There’s the rub.  I think were screwed when the DOW goes up and when the DOW goes down.  Thus my opinion is not affected by a metric that I observe everyday.  In effect, I’m just like the guy who thinks a Volt is just groovy despite ample evidence to the contrary.  He thinks his Volt is groovy.  I think were screwed.  Neither of us are responding to outside information.  (Or at least I am unwilling to accept the DOW as a rational valuation.)

Now is the time when I’m supposed to wrap it all up with some pithy comment that proves I’m intelligent and Hippie Mc.Volt is a moron.  I can’t do it.  He and I both have opinions that are resistant to outside information.  I haven’t figured out a clever way to either get with the rainbow people and love our new Obamaconomy or think my way past hating rising and falling stock prices simultaneously.

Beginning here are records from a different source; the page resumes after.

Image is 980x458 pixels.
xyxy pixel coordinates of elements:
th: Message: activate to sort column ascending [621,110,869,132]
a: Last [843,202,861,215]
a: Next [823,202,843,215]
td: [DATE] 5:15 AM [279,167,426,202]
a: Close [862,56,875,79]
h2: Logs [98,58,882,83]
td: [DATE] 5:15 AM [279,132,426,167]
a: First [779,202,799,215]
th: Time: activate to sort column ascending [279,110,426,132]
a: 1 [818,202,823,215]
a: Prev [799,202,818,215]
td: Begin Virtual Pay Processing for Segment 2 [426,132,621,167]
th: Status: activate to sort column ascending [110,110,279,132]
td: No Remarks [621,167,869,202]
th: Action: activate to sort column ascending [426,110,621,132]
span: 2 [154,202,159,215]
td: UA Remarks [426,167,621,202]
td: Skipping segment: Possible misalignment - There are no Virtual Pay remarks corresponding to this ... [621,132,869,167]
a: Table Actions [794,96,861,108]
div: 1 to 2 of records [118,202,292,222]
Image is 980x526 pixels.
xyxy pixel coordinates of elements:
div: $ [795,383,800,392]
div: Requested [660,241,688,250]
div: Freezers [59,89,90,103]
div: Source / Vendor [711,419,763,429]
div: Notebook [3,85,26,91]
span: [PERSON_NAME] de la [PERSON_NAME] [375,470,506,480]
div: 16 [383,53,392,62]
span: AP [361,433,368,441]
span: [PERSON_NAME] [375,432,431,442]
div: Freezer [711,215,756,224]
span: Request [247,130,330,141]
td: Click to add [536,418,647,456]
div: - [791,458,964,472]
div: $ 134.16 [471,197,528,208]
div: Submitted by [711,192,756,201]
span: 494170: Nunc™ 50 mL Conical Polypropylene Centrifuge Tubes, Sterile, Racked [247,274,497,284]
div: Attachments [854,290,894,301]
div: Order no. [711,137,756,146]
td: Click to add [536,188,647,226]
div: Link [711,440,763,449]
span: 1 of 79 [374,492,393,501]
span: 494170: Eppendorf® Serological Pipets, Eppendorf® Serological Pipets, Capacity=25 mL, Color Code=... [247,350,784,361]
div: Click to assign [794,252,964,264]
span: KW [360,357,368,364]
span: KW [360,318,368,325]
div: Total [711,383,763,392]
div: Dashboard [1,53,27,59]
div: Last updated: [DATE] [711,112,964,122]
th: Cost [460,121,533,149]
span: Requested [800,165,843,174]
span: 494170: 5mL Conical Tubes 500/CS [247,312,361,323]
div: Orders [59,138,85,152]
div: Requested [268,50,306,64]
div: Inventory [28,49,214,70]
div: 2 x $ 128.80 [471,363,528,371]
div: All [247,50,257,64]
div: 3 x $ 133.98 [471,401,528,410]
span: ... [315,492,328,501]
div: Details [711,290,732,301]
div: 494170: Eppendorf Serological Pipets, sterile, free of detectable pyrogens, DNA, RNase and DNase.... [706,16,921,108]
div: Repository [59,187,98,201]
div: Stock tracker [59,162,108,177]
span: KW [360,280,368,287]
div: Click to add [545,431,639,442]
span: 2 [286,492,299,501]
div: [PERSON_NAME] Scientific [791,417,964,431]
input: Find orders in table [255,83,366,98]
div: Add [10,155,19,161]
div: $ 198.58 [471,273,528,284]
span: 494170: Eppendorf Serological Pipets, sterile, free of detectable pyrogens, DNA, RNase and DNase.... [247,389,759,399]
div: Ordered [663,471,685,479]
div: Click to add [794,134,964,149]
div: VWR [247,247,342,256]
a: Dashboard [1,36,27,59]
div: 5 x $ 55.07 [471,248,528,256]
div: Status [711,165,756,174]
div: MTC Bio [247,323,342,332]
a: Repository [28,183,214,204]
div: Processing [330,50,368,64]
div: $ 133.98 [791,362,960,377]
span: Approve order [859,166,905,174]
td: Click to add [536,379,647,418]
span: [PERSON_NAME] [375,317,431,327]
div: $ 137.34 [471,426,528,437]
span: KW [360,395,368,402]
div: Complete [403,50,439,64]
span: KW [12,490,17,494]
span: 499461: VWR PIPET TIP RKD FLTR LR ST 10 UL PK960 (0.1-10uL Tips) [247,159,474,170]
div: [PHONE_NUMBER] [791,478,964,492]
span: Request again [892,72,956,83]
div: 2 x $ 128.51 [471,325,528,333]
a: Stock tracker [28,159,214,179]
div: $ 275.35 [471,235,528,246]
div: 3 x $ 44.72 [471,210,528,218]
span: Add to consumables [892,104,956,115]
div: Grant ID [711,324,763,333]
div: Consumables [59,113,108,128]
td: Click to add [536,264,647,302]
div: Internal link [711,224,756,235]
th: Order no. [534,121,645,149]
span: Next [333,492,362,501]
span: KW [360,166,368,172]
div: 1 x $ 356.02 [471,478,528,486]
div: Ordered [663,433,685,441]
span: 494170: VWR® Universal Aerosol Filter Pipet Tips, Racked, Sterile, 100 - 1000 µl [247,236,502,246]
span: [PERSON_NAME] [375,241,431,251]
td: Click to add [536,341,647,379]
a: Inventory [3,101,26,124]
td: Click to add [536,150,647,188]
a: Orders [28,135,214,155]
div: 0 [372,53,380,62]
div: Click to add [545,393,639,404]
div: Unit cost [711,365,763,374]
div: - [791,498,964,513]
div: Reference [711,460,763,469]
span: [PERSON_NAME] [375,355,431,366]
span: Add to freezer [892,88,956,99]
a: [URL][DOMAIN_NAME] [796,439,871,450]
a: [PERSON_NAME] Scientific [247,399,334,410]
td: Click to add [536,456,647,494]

Ah well, perhaps a conundrum of human existence is being aware you’re thinking foolishly yet doing it anyway.

A.C.

P.S.  Regardless of the DOW, I’m definitely certain that the Volt is horse shit.  I’m bitter about that.  I’ve been waiting for a real electric car since the Carter administration and apparently it’s not coming.  (Side note, the armed flying drones of science fiction are now real and blowing people away right now.  How could a decent electric car and predictions of housekeeping robots have been eclipsed by the Terminator?)